BusinessWeek & Fortune Heap Praise Upon Apple's iChat AV

by , 10:30 AM EDT, July 9th, 2003

Both BusinessWeek and Fortune have posted articles about Apple's new iChat AV teleconferencing application, and they both seem to like it. BusinessWeek's Alex Salkever thinks that telcos are "about to get whacked" by Apple's desire to give users what they want, since you can easily call any other iChat AV user without paying a cent to the telephone company. Mr. Salkever goes on to look at the low system requirements and how easy iChat AV is to set up and use. From the BusinessWeek article:

Best of all, iChat lets me bypass the phone company. For the few people on my instant-messaging buddy list who have iChat, I don't pick up the phone anymore to talk to them. I simply look to see if they're available and, if they are, I click on the voice connection button in iChat. A few seconds later, I have the equivalent of a phone line. If everyone on my IM list had the new version of iChat, I would think very seriously about dumping my wireline phone service. Just give me a cordless headset to connect to my Mac, and my IM will supplant the phone almost entirely.

[...]

Everyone agrees that communications using packets of data typified by the Internet will ultimately replace the circuit-based system used by the legacy phone network. All the big telecom providers are busily switching from networks built largely to handle dedicated circuits for voice calls to vastly more efficient and flexible networks that handle voice traffic in bits and bytes, just like data. But their efforts presuppose a paradigm where they'll continue their role as the middlemen who route all calls.

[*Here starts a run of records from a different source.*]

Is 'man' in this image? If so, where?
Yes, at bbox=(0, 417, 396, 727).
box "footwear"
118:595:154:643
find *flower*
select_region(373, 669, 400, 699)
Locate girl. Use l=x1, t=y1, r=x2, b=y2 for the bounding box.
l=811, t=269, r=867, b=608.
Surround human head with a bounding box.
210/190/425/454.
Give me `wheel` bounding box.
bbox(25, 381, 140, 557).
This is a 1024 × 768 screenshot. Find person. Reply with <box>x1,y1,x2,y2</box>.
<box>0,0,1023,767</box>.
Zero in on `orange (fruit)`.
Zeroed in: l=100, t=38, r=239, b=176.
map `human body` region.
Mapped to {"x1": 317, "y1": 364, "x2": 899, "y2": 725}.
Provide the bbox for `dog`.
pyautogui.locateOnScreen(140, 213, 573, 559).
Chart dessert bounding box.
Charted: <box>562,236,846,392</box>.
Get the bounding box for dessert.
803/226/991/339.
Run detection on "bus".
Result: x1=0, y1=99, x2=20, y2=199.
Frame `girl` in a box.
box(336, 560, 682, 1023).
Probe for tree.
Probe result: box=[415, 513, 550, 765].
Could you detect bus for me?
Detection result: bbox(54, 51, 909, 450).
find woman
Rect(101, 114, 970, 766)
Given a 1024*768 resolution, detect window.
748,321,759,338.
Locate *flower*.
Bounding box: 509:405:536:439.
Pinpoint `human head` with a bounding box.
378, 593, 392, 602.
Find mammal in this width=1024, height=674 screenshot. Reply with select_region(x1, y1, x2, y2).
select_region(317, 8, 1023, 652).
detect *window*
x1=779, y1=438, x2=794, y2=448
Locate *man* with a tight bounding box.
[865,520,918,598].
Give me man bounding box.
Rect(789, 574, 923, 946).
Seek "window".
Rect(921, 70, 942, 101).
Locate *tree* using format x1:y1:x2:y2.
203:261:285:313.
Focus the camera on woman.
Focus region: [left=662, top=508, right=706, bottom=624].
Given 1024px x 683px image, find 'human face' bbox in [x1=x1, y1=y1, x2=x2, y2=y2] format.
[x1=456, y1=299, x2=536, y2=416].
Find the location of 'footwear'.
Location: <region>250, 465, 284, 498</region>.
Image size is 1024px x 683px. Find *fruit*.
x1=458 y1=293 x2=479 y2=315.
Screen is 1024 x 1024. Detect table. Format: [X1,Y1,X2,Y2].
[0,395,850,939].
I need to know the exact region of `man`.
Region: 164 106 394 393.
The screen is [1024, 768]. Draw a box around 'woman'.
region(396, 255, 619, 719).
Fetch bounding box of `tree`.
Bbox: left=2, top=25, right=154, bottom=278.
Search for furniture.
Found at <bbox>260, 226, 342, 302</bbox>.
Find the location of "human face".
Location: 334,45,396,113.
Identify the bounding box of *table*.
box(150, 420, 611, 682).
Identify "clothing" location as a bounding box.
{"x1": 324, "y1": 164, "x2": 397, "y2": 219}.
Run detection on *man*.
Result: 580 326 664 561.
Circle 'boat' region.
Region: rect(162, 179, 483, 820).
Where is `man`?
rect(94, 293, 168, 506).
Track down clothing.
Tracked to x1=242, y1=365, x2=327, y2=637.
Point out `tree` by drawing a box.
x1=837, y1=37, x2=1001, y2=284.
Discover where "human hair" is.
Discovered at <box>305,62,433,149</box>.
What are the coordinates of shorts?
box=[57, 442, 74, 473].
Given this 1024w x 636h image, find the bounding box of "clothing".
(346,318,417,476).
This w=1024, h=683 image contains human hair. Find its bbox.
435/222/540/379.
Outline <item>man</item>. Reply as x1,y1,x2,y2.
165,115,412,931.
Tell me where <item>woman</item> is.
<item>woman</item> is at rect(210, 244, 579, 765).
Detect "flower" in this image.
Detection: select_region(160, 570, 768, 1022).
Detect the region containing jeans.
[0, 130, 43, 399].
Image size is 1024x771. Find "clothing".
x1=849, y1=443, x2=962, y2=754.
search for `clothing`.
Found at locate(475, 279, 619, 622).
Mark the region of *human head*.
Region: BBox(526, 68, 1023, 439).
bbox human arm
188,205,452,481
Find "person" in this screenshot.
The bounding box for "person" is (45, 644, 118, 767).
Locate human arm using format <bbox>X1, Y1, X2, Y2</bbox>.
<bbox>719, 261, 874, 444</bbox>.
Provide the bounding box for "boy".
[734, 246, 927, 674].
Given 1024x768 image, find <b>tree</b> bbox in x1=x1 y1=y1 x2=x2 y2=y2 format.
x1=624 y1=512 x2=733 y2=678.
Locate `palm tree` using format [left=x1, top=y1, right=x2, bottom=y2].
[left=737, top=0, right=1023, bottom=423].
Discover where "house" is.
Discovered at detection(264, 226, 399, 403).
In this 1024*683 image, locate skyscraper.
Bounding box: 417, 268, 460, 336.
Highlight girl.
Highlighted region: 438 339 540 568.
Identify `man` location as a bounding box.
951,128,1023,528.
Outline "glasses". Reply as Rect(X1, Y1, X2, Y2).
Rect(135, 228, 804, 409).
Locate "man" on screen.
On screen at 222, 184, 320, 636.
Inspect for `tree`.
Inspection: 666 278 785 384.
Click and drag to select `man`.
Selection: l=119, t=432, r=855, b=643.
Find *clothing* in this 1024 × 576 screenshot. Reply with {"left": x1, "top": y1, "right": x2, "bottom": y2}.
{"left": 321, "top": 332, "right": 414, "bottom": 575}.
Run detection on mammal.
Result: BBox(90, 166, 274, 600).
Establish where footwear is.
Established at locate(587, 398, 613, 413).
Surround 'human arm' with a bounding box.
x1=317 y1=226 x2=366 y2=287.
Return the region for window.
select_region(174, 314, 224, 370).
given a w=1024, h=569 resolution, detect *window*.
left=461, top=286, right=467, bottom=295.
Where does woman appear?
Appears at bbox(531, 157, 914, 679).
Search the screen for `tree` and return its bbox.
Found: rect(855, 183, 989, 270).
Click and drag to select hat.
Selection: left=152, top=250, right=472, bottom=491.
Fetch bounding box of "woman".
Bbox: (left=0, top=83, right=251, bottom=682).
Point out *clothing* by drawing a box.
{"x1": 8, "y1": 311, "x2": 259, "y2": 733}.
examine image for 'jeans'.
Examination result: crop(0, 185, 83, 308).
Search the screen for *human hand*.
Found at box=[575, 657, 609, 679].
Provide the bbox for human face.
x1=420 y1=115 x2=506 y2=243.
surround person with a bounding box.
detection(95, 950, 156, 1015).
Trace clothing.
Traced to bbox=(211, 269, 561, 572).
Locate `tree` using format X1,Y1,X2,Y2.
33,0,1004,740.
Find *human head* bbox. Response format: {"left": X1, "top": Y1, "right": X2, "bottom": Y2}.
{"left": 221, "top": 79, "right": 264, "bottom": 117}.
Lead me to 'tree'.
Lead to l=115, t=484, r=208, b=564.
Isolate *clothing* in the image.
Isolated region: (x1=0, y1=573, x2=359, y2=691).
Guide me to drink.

Fortune's Peter Lewis also sees iChat AV as a great thing. He says that while video teleconferencing over the internet isn't new, it hasn't been as easy to set up and use as it is now with iChat AV. Mr. Lewis also looks at Microsoft's MSN Messenger 6, which he sees as not being as easy to set up and use as Apple's own solution. From the Fortune article:

Apple is changing all that with software that makes Internet-based video chats cheap and simple, using the popular AOL Instant Messaging (AIM) and its own .Mac services. With the new iChat AV prototype software (free, for now) and an iSight digital web camera ($149), a Mac user with a high-speed connection can "call" home from a business trip, sympathize as his youngster shows off a skinned knee (or a new piercing), make goo-goo eyes or grouse with the spouse for an hour, and never pay a dime to the phone company.

[...]

The iChat AV software allows Mac users to create "buddy lists," familiar to tens of millions of IM aficionados, which let you know if friends are online and able to chat via text, voice, or video. One catch: Your buddies must be on AOL's Instant Messenger service, which is free, or Apple's .Mac service, which costs $100 a year. Although AOL keeps promising to interconnect with users of MSN, Yahoo, and other IM providers, it has yet to do so.

You can read the BusinessWeek article and the Fortune article at their respective Web sites.

The Mac Observer Spin:

That's two more large mainstream sources that see Apple's iChat as a great new piece of software, and we agree. Apple has a winner on its hands, and it's good to see that others see it that way.